DeleteHe might have been referring to the stability of married men in jobs, single men are sometimes apt to just take off or switch jobs often, whereas someone in a committed relationship or married would be more likely so stay in the job. So did you get the job?
ReplyDeleteCoal mining is hard and dirty work and those who do it are to be admired.
You are trying to make an allowance for Mr Burkinshaw that he certainly did not merit.
DeleteI agree with Debra, women always used to get asked that question about marriage and babies. I suspect that still happens. Thankfully we have moved on a lot from those days.
ReplyDeleteWe may have moved on but the questions are still there between the lines.
DeleteRiver's comments bring back memories. When my soon-to-be husband went for an interview with a company, one of the first personal questions he was asked (after they had gone through his education and qualifications in great detail) was if he was married. When he told them he was getting married in three months time, the answer went favourably and he got the job. He later found out that practically all the younger men in the company were either married (or about to be) and most had families. This apparently was company policy to make sure that there wasn't a constant turn over of male staff.
ReplyDeleteI bet I'm not the only one who would have liked to have seen Mr. Burkinshaw's face if you'd told him he seemed like a nice boy!
What if you happened to be single at the time? would you have needed to lie to prove your heterosexuality. Or what if you were gay? would you have said so. The question was meaningless as well as discriminatory
ReplyDeleteI was once asked a similar question. I answered I wasn't and didn't get the job.
ReplyDeleteInterview or not, I might have burst out laughing at the "Are ye courting?" I'd have been "tickled" as they say in my part of the world. :)
ReplyDeleteInteresting about the mining: I've found some information about my great-grandfather who immigrated from Poland in 1905, age 17. It seems one of his early jobs was he got here was in mining.
Your post brought back a memory of mine. I had been teaching for about seven years, and had just gotten my master's degree in school administration. I had two little boys at home. I went for an interview for an assistant principal job in front of a panel. The superintendent asked me, "Are you married?" When he asked that, my mind sputtered as I just took a course on school law, and that was a question that shouldn't be asked.
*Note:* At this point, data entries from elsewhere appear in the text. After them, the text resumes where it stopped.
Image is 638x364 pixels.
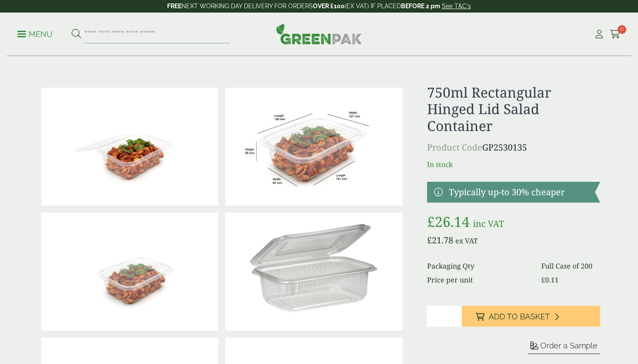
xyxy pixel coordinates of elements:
strong: BEFORE 2 pm [401,3,440,10]
span: Product Code [427,141,482,153]
img: SaladBox_750rectangle [226,88,402,206]
bdi: 21.78 [427,234,453,246]
strong: OVER £100 [313,3,344,10]
bdi: 0.11 [542,275,559,285]
p: Menu [17,29,52,40]
span: £ [427,234,432,246]
span: £ [542,275,545,285]
button: Add to Basket [462,306,601,327]
img: 750ml Rectangle Hinged Salad Container Closed [41,213,219,331]
h1: 750ml Rectangular Hinged Lid Salad Container [427,84,601,134]
strong: FREE [167,3,182,10]
button: Order a Sample [528,340,601,354]
span: £ [427,212,435,231]
img: 750ml Rectangle Hinged Salad Container Open [41,88,219,206]
span: Add to Basket [489,312,550,322]
img: 750ml Rectangular Hinged Lid Salad Container 0 [226,213,402,331]
a: 0 [610,28,621,41]
span: 0 [618,25,626,34]
img: GreenPak Supplies [276,24,362,44]
i: Cart [610,30,621,39]
dt: Price per unit [427,275,531,285]
i: My Account [594,30,605,39]
p: In stock [427,159,601,170]
p: GP2530135 [427,141,601,154]
span: inc VAT [473,218,504,230]
bdi: 26.14 [427,212,470,231]
dd: Full Case of 200 [542,261,601,271]
span: ex VAT [455,236,478,246]
span: Order a Sample [541,341,598,350]
dt: Packaging Qty [427,261,531,271]
a: Menu [17,29,52,38]
a: See T&C's [442,3,471,10]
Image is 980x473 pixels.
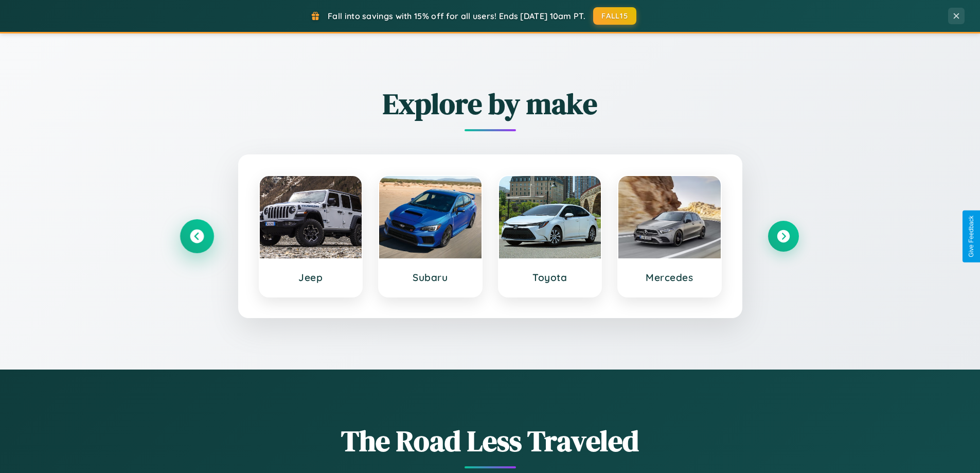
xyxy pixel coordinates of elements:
h1: The Road Less Traveled [182,421,799,461]
span: Fall into savings with 15% off for all users! Ends [DATE] 10am PT. [327,10,585,21]
h3: Subaru [389,271,471,284]
h2: Explore by make [182,84,799,124]
h3: Jeep [270,271,352,284]
h3: Mercedes [629,271,711,284]
button: FALL15 [594,8,637,25]
h3: Toyota [509,271,591,284]
div: Give Feedback [968,216,975,257]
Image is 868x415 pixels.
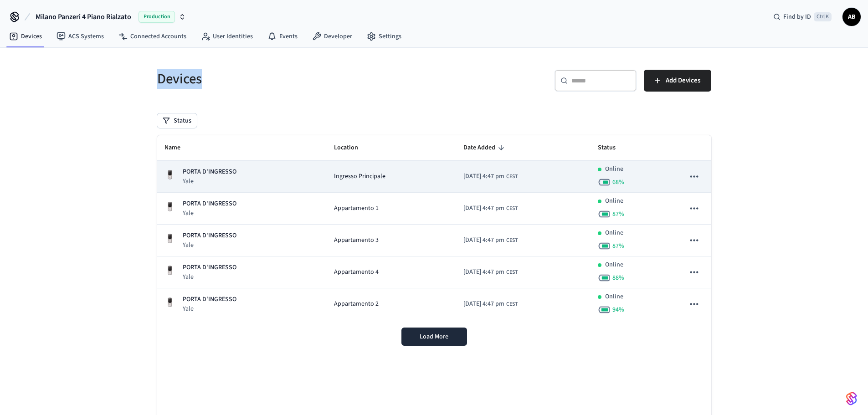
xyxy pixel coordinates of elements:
[183,177,236,186] p: Yale
[464,235,518,245] div: Europe/Rome
[183,240,236,250] p: Yale
[49,29,111,44] a: ACS Systems
[334,299,379,309] span: Appartamento 2
[506,269,518,277] span: CEST
[157,114,197,128] button: Status
[260,29,304,44] a: Events
[846,391,857,406] img: SeamLogoGradient.69752ec5.svg
[164,297,175,308] img: Yale Assure Touchscreen Wifi Smart Lock, Satin Nickel, Front
[334,204,379,213] span: Appartamento 1
[464,172,518,181] div: Europe/Rome
[464,268,518,277] div: Europe/Rome
[506,300,518,308] span: CEST
[360,29,409,44] a: Settings
[183,208,236,217] p: Yale
[183,199,236,208] p: PORTA D'INGRESSO
[111,29,194,44] a: Connected Accounts
[183,167,236,177] p: PORTA D'INGRESSO
[613,209,625,218] span: 87 %
[506,173,518,181] span: CEST
[613,241,625,251] span: 87 %
[183,294,236,304] p: PORTA D'INGRESSO
[605,228,624,238] p: Online
[605,164,624,174] p: Online
[464,268,504,277] span: [DATE] 4:47 pm
[164,265,175,276] img: Yale Assure Touchscreen Wifi Smart Lock, Satin Nickel, Front
[843,9,860,25] span: AB
[401,327,468,346] button: Load More
[164,140,193,155] span: Name
[666,75,701,87] span: Add Devices
[613,305,625,314] span: 94 %
[183,263,236,273] p: PORTA D'INGRESSO
[183,231,236,240] p: PORTA D'INGRESSO
[157,135,712,320] table: sticky table
[420,332,449,341] span: Load More
[138,11,175,23] span: Production
[464,140,507,155] span: Date Added
[784,12,812,22] span: Find by ID
[613,178,625,187] span: 68 %
[304,29,360,44] a: Developer
[464,299,518,309] div: Europe/Rome
[842,8,861,26] button: AB
[464,204,518,213] div: Europe/Rome
[464,299,504,309] span: [DATE] 4:47 pm
[464,204,504,213] span: [DATE] 4:47 pm
[334,235,379,245] span: Appartamento 3
[814,12,831,22] span: Ctrl K
[334,268,379,277] span: Appartamento 4
[598,140,628,155] span: Status
[464,172,504,181] span: [DATE] 4:47 pm
[183,304,236,313] p: Yale
[605,197,624,206] p: Online
[164,233,175,244] img: Yale Assure Touchscreen Wifi Smart Lock, Satin Nickel, Front
[164,202,175,212] img: Yale Assure Touchscreen Wifi Smart Lock, Satin Nickel, Front
[464,235,504,245] span: [DATE] 4:47 pm
[766,9,839,25] div: Find by IDCtrl K
[183,273,236,282] p: Yale
[613,274,625,283] span: 88 %
[36,12,131,23] span: Milano Panzeri 4 Piano Rialzato
[334,172,386,181] span: Ingresso Principale
[334,140,370,155] span: Location
[157,70,429,88] h5: Devices
[605,260,624,270] p: Online
[164,170,175,181] img: Yale Assure Touchscreen Wifi Smart Lock, Satin Nickel, Front
[644,70,712,92] button: Add Devices
[2,29,49,44] a: Devices
[506,205,518,212] span: CEST
[605,292,624,301] p: Online
[194,29,260,44] a: User Identities
[506,236,518,245] span: CEST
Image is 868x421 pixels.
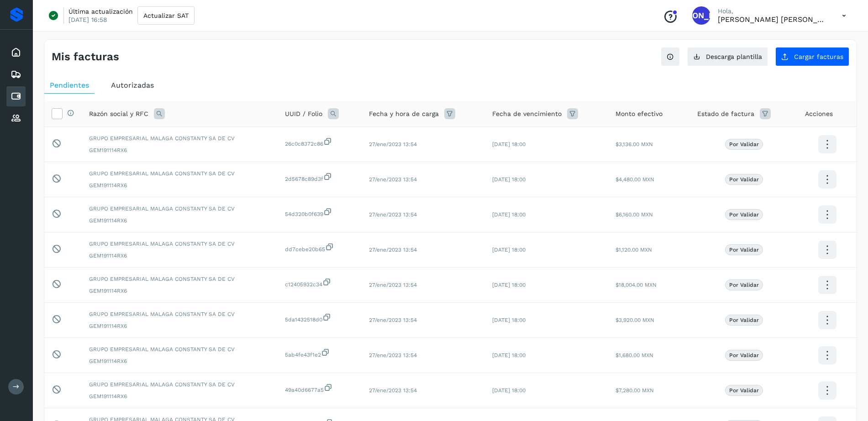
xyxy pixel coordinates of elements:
[6,86,25,107] div: Cuentas por pagar
[369,317,417,323] span: 27/ene/2023 13:54
[285,383,354,394] span: 49a40d6677a5
[369,141,417,147] span: 27/ene/2023 13:54
[138,6,195,25] button: Actualizar SAT
[729,176,759,183] p: Por validar
[285,137,354,148] span: 26c0c8372c86
[492,109,562,119] span: Fecha de vencimiento
[615,109,662,119] span: Monto efectivo
[285,278,354,289] span: c12405932c34
[285,242,354,253] span: dd7cebe20b65
[729,387,759,393] p: Por validar
[369,387,417,393] span: 27/ene/2023 13:54
[89,134,270,142] span: GRUPO EMPRESARIAL MALAGA CONSTANTY SA DE CV
[492,176,525,183] span: [DATE] 18:00
[89,287,270,295] span: GEM191114RX6
[729,246,759,253] p: Por validar
[89,322,270,330] span: GEM191114RX6
[492,141,525,147] span: [DATE] 18:00
[89,345,270,353] span: GRUPO EMPRESARIAL MALAGA CONSTANTY SA DE CV
[615,282,657,288] span: $18,004.00 MXN
[369,211,417,218] span: 27/ene/2023 13:54
[89,169,270,177] span: GRUPO EMPRESARIAL MALAGA CONSTANTY SA DE CV
[369,282,417,288] span: 27/ene/2023 13:54
[69,7,133,16] p: Última actualización
[615,352,653,358] span: $1,680.00 MXN
[89,240,270,248] span: GRUPO EMPRESARIAL MALAGA CONSTANTY SA DE CV
[285,348,354,359] span: 5ab4fe43f1e2
[492,211,525,218] span: [DATE] 18:00
[285,109,323,119] span: UUID / Folio
[794,54,843,60] span: Cargar facturas
[89,357,270,365] span: GEM191114RX6
[143,12,188,18] span: Actualizar SAT
[615,246,652,253] span: $1,120.00 MXN
[729,211,759,218] p: Por validar
[697,109,754,119] span: Estado de factura
[89,217,270,225] span: GEM191114RX6
[369,246,417,253] span: 27/ene/2023 13:54
[89,380,270,388] span: GRUPO EMPRESARIAL MALAGA CONSTANTY SA DE CV
[729,352,759,358] p: Por validar
[615,387,654,393] span: $7,280.00 MXN
[6,108,25,128] div: Proveedores
[687,47,768,66] button: Descarga plantilla
[89,275,270,283] span: GRUPO EMPRESARIAL MALAGA CONSTANTY SA DE CV
[89,392,270,400] span: GEM191114RX6
[285,172,354,183] span: 2d5678c89d3f
[729,141,759,147] p: Por validar
[492,282,525,288] span: [DATE] 18:00
[285,313,354,324] span: 5da1432518d0
[111,81,154,89] span: Autorizadas
[492,317,525,323] span: [DATE] 18:00
[492,246,525,253] span: [DATE] 18:00
[89,204,270,213] span: GRUPO EMPRESARIAL MALAGA CONSTANTY SA DE CV
[89,109,149,119] span: Razón social y RFC
[718,7,827,15] p: Hola,
[89,310,270,318] span: GRUPO EMPRESARIAL MALAGA CONSTANTY SA DE CV
[729,282,759,288] p: Por validar
[718,15,827,24] p: Jorge Alexis Hernandez Lopez
[369,109,439,119] span: Fecha y hora de carga
[492,352,525,358] span: [DATE] 18:00
[6,43,25,63] div: Inicio
[89,181,270,189] span: GEM191114RX6
[89,252,270,260] span: GEM191114RX6
[615,211,653,218] span: $6,160.00 MXN
[615,141,653,147] span: $3,136.00 MXN
[52,50,119,63] h4: Mis facturas
[285,207,354,218] span: 54d320b0f639
[89,146,270,154] span: GEM191114RX6
[775,47,849,66] button: Cargar facturas
[69,16,107,24] p: [DATE] 16:58
[369,176,417,183] span: 27/ene/2023 13:54
[492,387,525,393] span: [DATE] 18:00
[805,109,833,119] span: Acciones
[615,317,654,323] span: $3,920.00 MXN
[50,81,89,89] span: Pendientes
[369,352,417,358] span: 27/ene/2023 13:54
[6,65,25,85] div: Embarques
[729,317,759,323] p: Por validar
[615,176,654,183] span: $4,480.00 MXN
[706,54,762,60] span: Descarga plantilla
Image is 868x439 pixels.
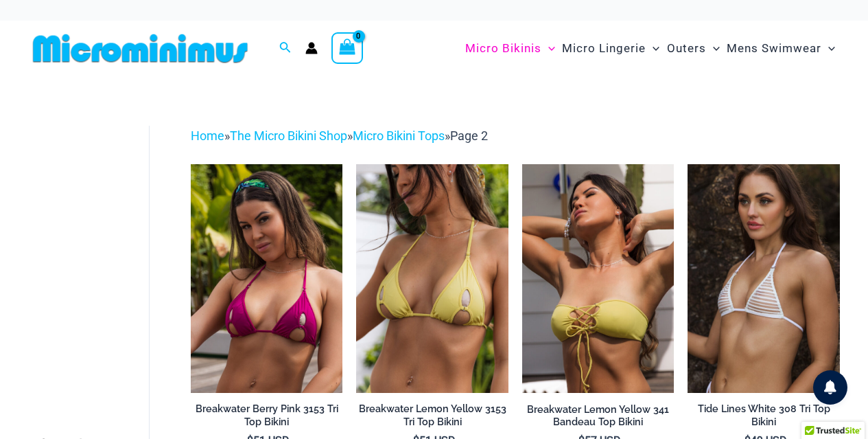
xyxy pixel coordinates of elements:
[279,40,291,57] a: Search icon link
[687,402,840,433] a: Tide Lines White 308 Tri Top Bikini
[687,164,840,392] a: Tide Lines White 308 Tri Top 01Tide Lines White 308 Tri Top 480 Micro 04Tide Lines White 308 Tri ...
[522,403,674,434] a: Breakwater Lemon Yellow 341 Bandeau Top Bikini
[356,402,509,428] h2: Breakwater Lemon Yellow 3153 Tri Top Bikini
[687,402,840,428] h2: Tide Lines White 308 Tri Top Bikini
[353,129,444,143] a: Micro Bikini Tops
[542,31,555,66] span: Menu Toggle
[465,31,542,66] span: Micro Bikinis
[706,31,720,66] span: Menu Toggle
[191,164,343,392] a: Breakwater Berry Pink 3153 Tri 01Breakwater Berry Pink 3153 Tri Top 4956 Short 03Breakwater Berry...
[562,31,646,66] span: Micro Lingerie
[191,402,343,428] h2: Breakwater Berry Pink 3153 Tri Top Bikini
[305,42,318,54] a: Account icon link
[356,402,509,433] a: Breakwater Lemon Yellow 3153 Tri Top Bikini
[687,164,840,392] img: Tide Lines White 308 Tri Top 01
[191,402,343,433] a: Breakwater Berry Pink 3153 Tri Top Bikini
[522,164,674,393] img: Breakwater Lemon Yellow 341 halter 01
[191,164,343,392] img: Breakwater Berry Pink 3153 Tri 01
[356,164,509,392] a: Breakwater Lemon Yellow 3153 Tri Top 01Breakwater Lemon Yellow 3153 Tri Top 4856 micro 03Breakwat...
[522,403,674,429] h2: Breakwater Lemon Yellow 341 Bandeau Top Bikini
[450,129,488,143] span: Page 2
[822,31,835,66] span: Menu Toggle
[646,31,659,66] span: Menu Toggle
[559,27,663,69] a: Micro LingerieMenu ToggleMenu Toggle
[664,27,723,69] a: OutersMenu ToggleMenu Toggle
[27,33,253,63] img: MM SHOP LOGO FLAT
[332,32,363,63] a: View Shopping Cart, empty
[460,26,841,71] nav: Site Navigation
[727,31,822,66] span: Mens Swimwear
[191,129,224,143] a: Home
[34,114,158,389] iframe: TrustedSite Certified
[191,129,488,143] span: » » »
[522,164,674,393] a: Breakwater Lemon Yellow 341 halter 01Breakwater Lemon Yellow 341 halter 4956 Short 06Breakwater L...
[230,129,347,143] a: The Micro Bikini Shop
[461,27,559,69] a: Micro BikinisMenu ToggleMenu Toggle
[723,27,839,69] a: Mens SwimwearMenu ToggleMenu Toggle
[667,31,706,66] span: Outers
[356,164,509,392] img: Breakwater Lemon Yellow 3153 Tri Top 01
Needless to say, I didn't get the job. I was disappointed at the time, but looking back, I am glad I didn't get it. I eventually did become a school administrator, but it lasted but one year as I hated it. I "demoted" myself and went back to teaching, a decision I have never regretted.
ReplyDeleteWell, he didn't ask if you were courting a woman.
ReplyDeleteI can't confirm this but the question is probably still being asked, in one way or another, in some states here in the USA.
ReplyDeleteI had a great grandfather who started out in the coal mines of England, and went onto tunnel digging - ended up in Detroit. Shortly after she was widowed, my maternal grandmother lived with us for a few months, she was doing laundry and kept asking me where my "work clothes" were. She couldn't believe I was really working if didn't get dirty.
ReplyDeleteIntrusive and unnecessary question.
ReplyDeleteIt often takes more than just words to convey implicit meanings, doesn't it. I would not have guessed at your conclusion if you hadn't explained - but you were there, so I suppose you got it right. I was reminded of a job interview back in my own youth, for a secretarial job, in which I was asked unusual questions about personal interests, like what I liked to do in my own time, off work. I didn't get that job, and always felt afterwards that this was more to do with my answers to those questions than with my qualifications for the job as such. (I got the impression they were probably a quite a tight-knit gang that liked to hang out in their free time as well as at work, so probably just as well for me too that I did not end up having to work there - but it still did not feel "fair".)